Introduction
Small 3 phase motors can be used as a set of coupled inductors. If you run current through two leads, you drive two coils in series. The third lead is also connected to the star point through the third coil. If the current is DC, the coils act as a simple voltage divider, the 3rd lead has half the driving voltage. If the current is AC, there is also some electromagnetic coupling among the coils and it includes the rotor. If the rotor is not in a central position between the coils, it bends the flux, the voltage will be uneven, and easily detectable. Even with a common microcontroller.
What have I done?!
I used a Blue Pill (based on STM32F103 MCU) with STM32duino firmware. I connected it to a set of half bridges. It is needed to drive the motor with a higher current. The motor leads are connected to the these bridge outputs, and also to 3 Arduino ADCs. The inductive coupling and thus the angle of the rotor is indirectly measured with these. I set one selected half bridge to drive the motor lead to low level (ground), another one to high (power supply), and the third one to nothing (floating). Right after the voltage is applied to the coils, current rushes through, and on the floating lead a voltage is measured. Ideally, the measurement is done in a few microseconds, and precisely timed for repeatability.
The 3 phases can be measured is 6 combinations, as 3 pairs. The pairs are inverted to each other because of the opposite polarity. Practically 3 channels can be selected for operation.
For each channel, an angle/signal plot can be drawn, and at the positions where it aligns with the motor's steps, well defined levels are present.
Once the correlation is mapped, detecting and tracking the movement is relatively easy.
Implementing haptic feedback is straightforward. Just drive the motor as you should anyway, interrupt it for a few milliseconds (microseconds with more optimized code) while you measure angle change, then continue. With certain driving schemes, interruption is not necessary at all.
The sample code I wrote is available on Github. It is a proof of concept, not application quality, but good enough to play around with it. It writes current position (step) on change and accepts commands via serial port. Position can be overwritten (rotor follows actively) and haptic feedback can be turned off (movement tracking continues).
Now what?
With this project I wanted to prove that, it can be done. And I did it. To reach a secondary goal, I'm making this documentation. Hopefully anybody, who is familiar with Arduino and electronics, can understand the principles and start developing a useful application with it.
Directions for further development (a few examples, out of the scope of this project):
- Better reliability, responsiveness and repeatability.
- Find better mapping and tracking methods. It can improve the attributes in previous line. And scanning at higher speeds may become possible.
- Autotuning. Connect any motor, send a command, wait a little, ready to go.
- Higher resolution. I selected a few convenient positions for steps, but this shows much more potential. Makes it possible to define positions not depending on motor configuration, but purely by software. E.g. uneven steps, changing steps on the fly as user wanders around a menu.
Footnote
Code, schematic and any other media content related to this project, which is created and published by me (besenyeim) is under Creative Commons Zero license. No Rights Reserved.
This is exciting for its possible use in a DIY Novint Falcon-type input device.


■ **To do**
All lines containing the string "Once" must be copied from the entries.

Data entries for graphics
=======

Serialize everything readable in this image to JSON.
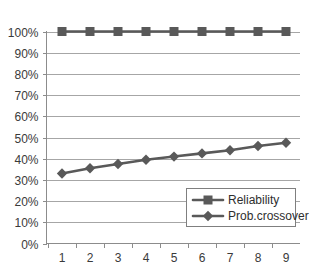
{
  "chart_data": {
    "type": "line",
    "title": "",
    "xlabel": "",
    "ylabel": "",
    "x": [
      1,
      2,
      3,
      4,
      5,
      6,
      7,
      8,
      9
    ],
    "categories": [
      "1",
      "2",
      "3",
      "4",
      "5",
      "6",
      "7",
      "8",
      "9"
    ],
    "series": [
      {
        "name": "Reliability",
        "marker": "square",
        "color": "#595959",
        "values": [
          100,
          100,
          100,
          100,
          100,
          100,
          100,
          100,
          100
        ]
      },
      {
        "name": "Prob.crossover",
        "marker": "diamond",
        "color": "#595959",
        "values": [
          33,
          35.5,
          37.5,
          39.5,
          41,
          42.5,
          44,
          46,
          47.5
        ]
      }
    ],
    "ylim": [
      0,
      100
    ],
    "ytick_values": [
      0,
      10,
      20,
      30,
      40,
      50,
      60,
      70,
      80,
      90,
      100
    ],
    "ytick_labels": [
      "0%",
      "10%",
      "20%",
      "30%",
      "40%",
      "50%",
      "60%",
      "70%",
      "80%",
      "90%",
      "100%"
    ],
    "xtick_labels": [
      "1",
      "2",
      "3",
      "4",
      "5",
      "6",
      "7",
      "8",
      "9"
    ],
    "grid": true,
    "grid_axis": "y",
    "legend_position": "inside-lower-right",
    "legend_entries": [
      "Reliability",
      "Prob.crossover"
    ],
    "value_suffix": "%"
  },
  "colors": {
    "series": "#595959",
    "gridline": "#a6a6a6",
    "axis": "#8c8c8c",
    "text": "#3a3a3a",
    "background": "#ffffff",
    "legend_border": "#7f7f7f"
  }
}
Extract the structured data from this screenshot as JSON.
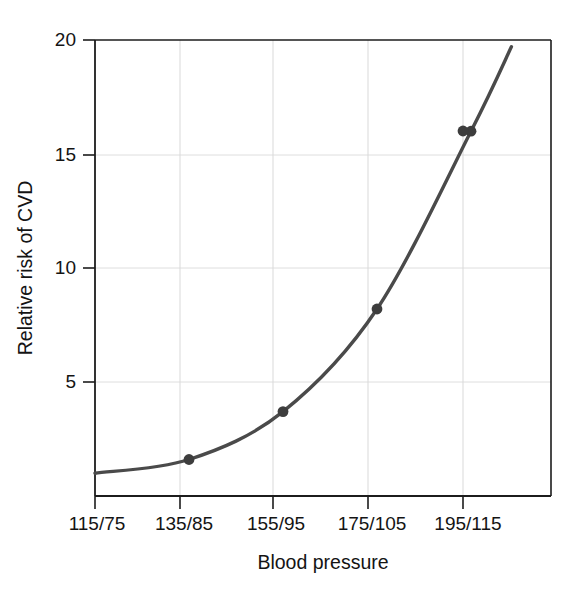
{
  "chart_data": {
    "type": "line",
    "title": "",
    "xlabel": "Blood pressure",
    "ylabel": "Relative risk of CVD",
    "categories": [
      "115/75",
      "135/85",
      "155/95",
      "175/105",
      "195/115"
    ],
    "values": [
      1.0,
      1.6,
      3.7,
      8.2,
      16.0
    ],
    "series": [
      {
        "name": "Relative risk of CVD",
        "values": [
          1.0,
          1.6,
          3.7,
          8.2,
          16.0
        ]
      }
    ],
    "ytick_labels": [
      "5",
      "10",
      "15",
      "20"
    ],
    "ytick_values": [
      5,
      10,
      15,
      20
    ],
    "ylim": [
      0,
      20
    ],
    "xlim_index": [
      0,
      5.4
    ],
    "grid": true,
    "legend": "none",
    "markers": "filled-circle",
    "curve_extends_beyond_last_point_to": 19.7,
    "line_color": "#4a4a4a",
    "marker_color": "#3d3d3d",
    "grid_color": "#d6d6d6",
    "axis_color": "#1c1c1c",
    "background_color": "#ffffff"
  },
  "axes": {
    "x_title": "Blood pressure",
    "y_title": "Relative risk of CVD"
  },
  "ticks": {
    "x": [
      {
        "label": "115/75"
      },
      {
        "label": "135/85"
      },
      {
        "label": "155/95"
      },
      {
        "label": "175/105"
      },
      {
        "label": "195/115"
      }
    ],
    "y": [
      {
        "label": "5"
      },
      {
        "label": "10"
      },
      {
        "label": "15"
      },
      {
        "label": "20"
      }
    ]
  }
}
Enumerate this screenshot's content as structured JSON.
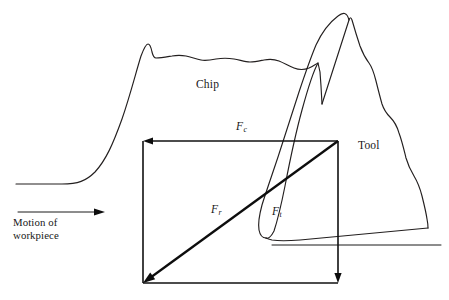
{
  "figure": {
    "background_color": "#ffffff",
    "line_color": "#1a1a1a",
    "width": 449,
    "height": 300
  },
  "labels": {
    "chip": "Chip",
    "tool": "Tool",
    "motion_line1": "Motion of",
    "motion_line2": "workpiece"
  },
  "forces": [
    {
      "id": "cutting",
      "symbol": "F",
      "subscript": "c",
      "name": "cutting force",
      "direction": "left",
      "from": [
        338,
        141
      ],
      "to": [
        143,
        141
      ]
    },
    {
      "id": "thrust",
      "symbol": "F",
      "subscript": "t",
      "name": "thrust force",
      "direction": "down",
      "from": [
        338,
        141
      ],
      "to": [
        338,
        283
      ]
    },
    {
      "id": "resultant",
      "symbol": "F",
      "subscript": "r",
      "name": "resultant force",
      "direction": "down-left",
      "from": [
        338,
        141
      ],
      "to": [
        143,
        283
      ]
    }
  ],
  "geometry": {
    "force_rectangle": {
      "left": 143,
      "top": 141,
      "right": 338,
      "bottom": 283
    },
    "workpiece_surface_y": 184,
    "machined_surface_y": 245,
    "tool_apex": [
      349,
      20
    ],
    "tool_tip": [
      266,
      238
    ],
    "chip_peak": [
      148,
      44
    ]
  },
  "paths": {
    "workpiece_chip_outline": "M 16 184 L 62 184 C 78 184 86 181 95 172 C 106 160 113 144 122 119 C 130 96 136 72 141 56 C 144 48 146 44 148 44 C 150 44 151 47 152 52 C 153 56 154 58 156 58 C 161 58 166 57 172 56 C 177 55 181 55 186 56 C 191 57 196 59 201 60 C 206 61 211 60 216 59 C 222 58 228 58 234 59 C 240 60 245 62 250 62 C 255 62 259 61 264 60 C 269 59 274 59 279 61 C 284 63 289 66 294 68 C 299 70 304 70 309 68 C 313 66 316 64 318 63 L 320 72 L 321 86 L 322 104",
    "chip_right_inner": "M 318 63 C 314 70 308 88 302 110 C 296 132 290 160 285 186 C 281 206 277 222 274 231 C 271 237 268 239 266 238",
    "tool_outline": "M 322 104 L 349 20 C 350 17 351 17 352 20 C 354 27 357 37 360 46 C 363 54 366 59 369 63 C 372 67 374 73 376 81 C 378 89 380 97 382 104 C 384 110 387 114 390 117 C 394 121 397 126 399 133 C 402 141 404 150 406 158 C 408 165 411 171 414 176 C 417 181 420 188 422 196 C 424 204 426 212 427 219 C 428 224 428 227 428 228",
    "tool_flank": "M 428 228 L 300 240 C 288 241 278 241 272 240 C 268 239 266 238 266 238",
    "tool_nose": "M 266 238 C 262 238 260 235 259 230 C 258 224 259 216 262 205 C 266 192 272 175 278 157 C 285 136 292 114 299 92 C 305 74 311 57 316 45 C 322 32 330 22 338 16 C 343 12 347 12 349 20",
    "machined_surface": "M 272 245 L 441 245"
  }
}
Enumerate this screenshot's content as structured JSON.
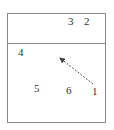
{
  "diagram": {
    "frame": {
      "x": 7,
      "y": 13,
      "width": 99,
      "height": 110,
      "stroke": "#888888"
    },
    "divider_y": 43,
    "labels": [
      {
        "id": "1",
        "text": "1",
        "x": 92,
        "y": 86
      },
      {
        "id": "2",
        "text": "2",
        "x": 84,
        "y": 16
      },
      {
        "id": "3",
        "text": "3",
        "x": 68,
        "y": 16
      },
      {
        "id": "4",
        "text": "4",
        "x": 18,
        "y": 47
      },
      {
        "id": "5",
        "text": "5",
        "x": 34,
        "y": 83
      },
      {
        "id": "6",
        "text": "6",
        "x": 66,
        "y": 85
      }
    ],
    "arrow": {
      "from": "1",
      "to": "near-4",
      "x1": 93,
      "y1": 84,
      "x2": 59,
      "y2": 57,
      "style": "dashed",
      "color": "#555555"
    }
  }
}
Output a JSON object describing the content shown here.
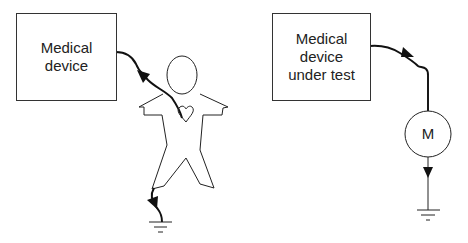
{
  "diagram": {
    "left": {
      "device_box": {
        "label_line1": "Medical",
        "label_line2": "device"
      },
      "figure": "human-body-with-heart",
      "current_path": [
        "device",
        "heart",
        "foot",
        "ground"
      ]
    },
    "right": {
      "device_box": {
        "label_line1": "Medical",
        "label_line2": "device",
        "label_line3": "under test"
      },
      "meter": {
        "label": "M"
      },
      "current_path": [
        "device",
        "meter",
        "ground"
      ]
    },
    "colors": {
      "stroke": "#222222",
      "background": "#ffffff"
    }
  }
}
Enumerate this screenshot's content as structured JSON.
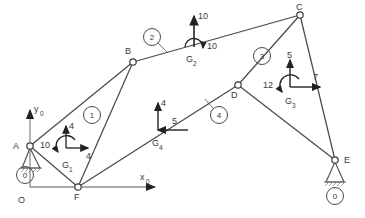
{
  "diagram": {
    "axes": {
      "origin_label": "O",
      "x_label": "x",
      "x_sub": "0",
      "y_label": "y",
      "y_sub": "0"
    },
    "joints": [
      {
        "id": "A",
        "label": "A",
        "x": 30,
        "y": 146,
        "support": "pin"
      },
      {
        "id": "B",
        "label": "B",
        "x": 133,
        "y": 62,
        "support": "none"
      },
      {
        "id": "C",
        "label": "C",
        "x": 300,
        "y": 15,
        "support": "none"
      },
      {
        "id": "D",
        "label": "D",
        "x": 238,
        "y": 85,
        "support": "none"
      },
      {
        "id": "E",
        "label": "E",
        "x": 335,
        "y": 160,
        "support": "pin"
      },
      {
        "id": "F",
        "label": "F",
        "x": 78,
        "y": 187,
        "support": "none"
      }
    ],
    "links": [
      {
        "number": "0",
        "label_x": 25,
        "label_y": 178,
        "kind": "ground"
      },
      {
        "number": "1",
        "label_x": 92,
        "label_y": 118,
        "kind": "body"
      },
      {
        "number": "2",
        "label_x": 152,
        "label_y": 40,
        "kind": "body"
      },
      {
        "number": "3",
        "label_x": 262,
        "label_y": 59,
        "kind": "body"
      },
      {
        "number": "4",
        "label_x": 219,
        "label_y": 118,
        "kind": "body"
      },
      {
        "number": "0",
        "label_x": 335,
        "label_y": 196,
        "kind": "ground"
      }
    ],
    "centers_of_mass": [
      {
        "id": "G1",
        "label": "G",
        "sub": "1",
        "x": 66,
        "y": 148,
        "forces": [
          {
            "value": "4",
            "dir": "up"
          },
          {
            "value": "4",
            "dir": "right"
          }
        ],
        "moment": {
          "value": "10",
          "sense": "ccw"
        }
      },
      {
        "id": "G2",
        "label": "G",
        "sub": "2",
        "x": 194,
        "y": 47,
        "forces": [
          {
            "value": "10",
            "dir": "up"
          }
        ],
        "moment": {
          "value": "10",
          "sense": "cw"
        }
      },
      {
        "id": "G3",
        "label": "G",
        "sub": "3",
        "x": 290,
        "y": 87,
        "forces": [
          {
            "value": "5",
            "dir": "up"
          },
          {
            "value": "7",
            "dir": "right"
          }
        ],
        "moment": {
          "value": "12",
          "sense": "ccw"
        }
      },
      {
        "id": "G4",
        "label": "G",
        "sub": "4",
        "x": 158,
        "y": 130,
        "forces": [
          {
            "value": "4",
            "dir": "up"
          },
          {
            "value": "5",
            "dir": "left"
          }
        ],
        "moment": null
      }
    ],
    "members": [
      {
        "from": "A",
        "to": "B"
      },
      {
        "from": "A",
        "to": "F"
      },
      {
        "from": "B",
        "to": "F"
      },
      {
        "from": "B",
        "to": "C"
      },
      {
        "from": "C",
        "to": "D"
      },
      {
        "from": "C",
        "to": "E"
      },
      {
        "from": "D",
        "to": "E"
      },
      {
        "from": "D",
        "to": "F"
      }
    ]
  }
}
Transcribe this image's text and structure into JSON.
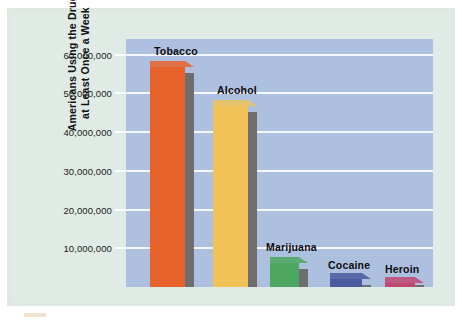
{
  "chart_data": {
    "type": "bar",
    "title": "",
    "xlabel": "",
    "ylabel": "Americans Using the Drug at Least Once a Week",
    "ylabel_line1": "Americans Using the Drug",
    "ylabel_line2": "at Least Once a Week",
    "categories": [
      "Tobacco",
      "Alcohol",
      "Marijuana",
      "Cocaine",
      "Heroin"
    ],
    "values": [
      56800000,
      46600000,
      6200000,
      2100000,
      1000000
    ],
    "ylim": [
      0,
      64000000
    ],
    "ytick_values": [
      10000000,
      20000000,
      30000000,
      40000000,
      50000000,
      60000000
    ],
    "ytick_labels": [
      "10,000,000",
      "20,000,000",
      "30,000,000",
      "40,000,000",
      "50,000,000",
      "60,000,000"
    ],
    "grid": true,
    "legend": "none",
    "bar_colors": [
      "#e8622c",
      "#f0c258",
      "#4ca860",
      "#4a5a9e",
      "#c04870"
    ],
    "bar_shadow_color": "#6e6e6e",
    "plot_background": "#aec0e0",
    "page_background": "#dfe9e2",
    "gridline_color": "#f4f7fb"
  },
  "bars": [
    {
      "label": "Tobacco",
      "value": 56800000,
      "color": "#e8622c",
      "left": 24,
      "width": 35,
      "label_left": 28,
      "label_bottom_offset": 14
    },
    {
      "label": "Alcohol",
      "value": 46600000,
      "color": "#f0c258",
      "left": 87,
      "width": 35,
      "label_left": 91,
      "label_bottom_offset": 14
    },
    {
      "label": "Marijuana",
      "value": 6200000,
      "color": "#4ca860",
      "left": 144,
      "width": 29,
      "label_left": 140,
      "label_bottom_offset": 14
    },
    {
      "label": "Cocaine",
      "value": 2100000,
      "color": "#4a5a9e",
      "left": 204,
      "width": 32,
      "label_left": 202,
      "label_bottom_offset": 12
    },
    {
      "label": "Heroin",
      "value": 1000000,
      "color": "#c04870",
      "left": 259,
      "width": 30,
      "label_left": 259,
      "label_bottom_offset": 12
    }
  ]
}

=======

■ **Reply to the task**
    "ylabel": "Americans Using the Drug at Least Once a Week",
    "ylabel_line2": "at Least Once a Week",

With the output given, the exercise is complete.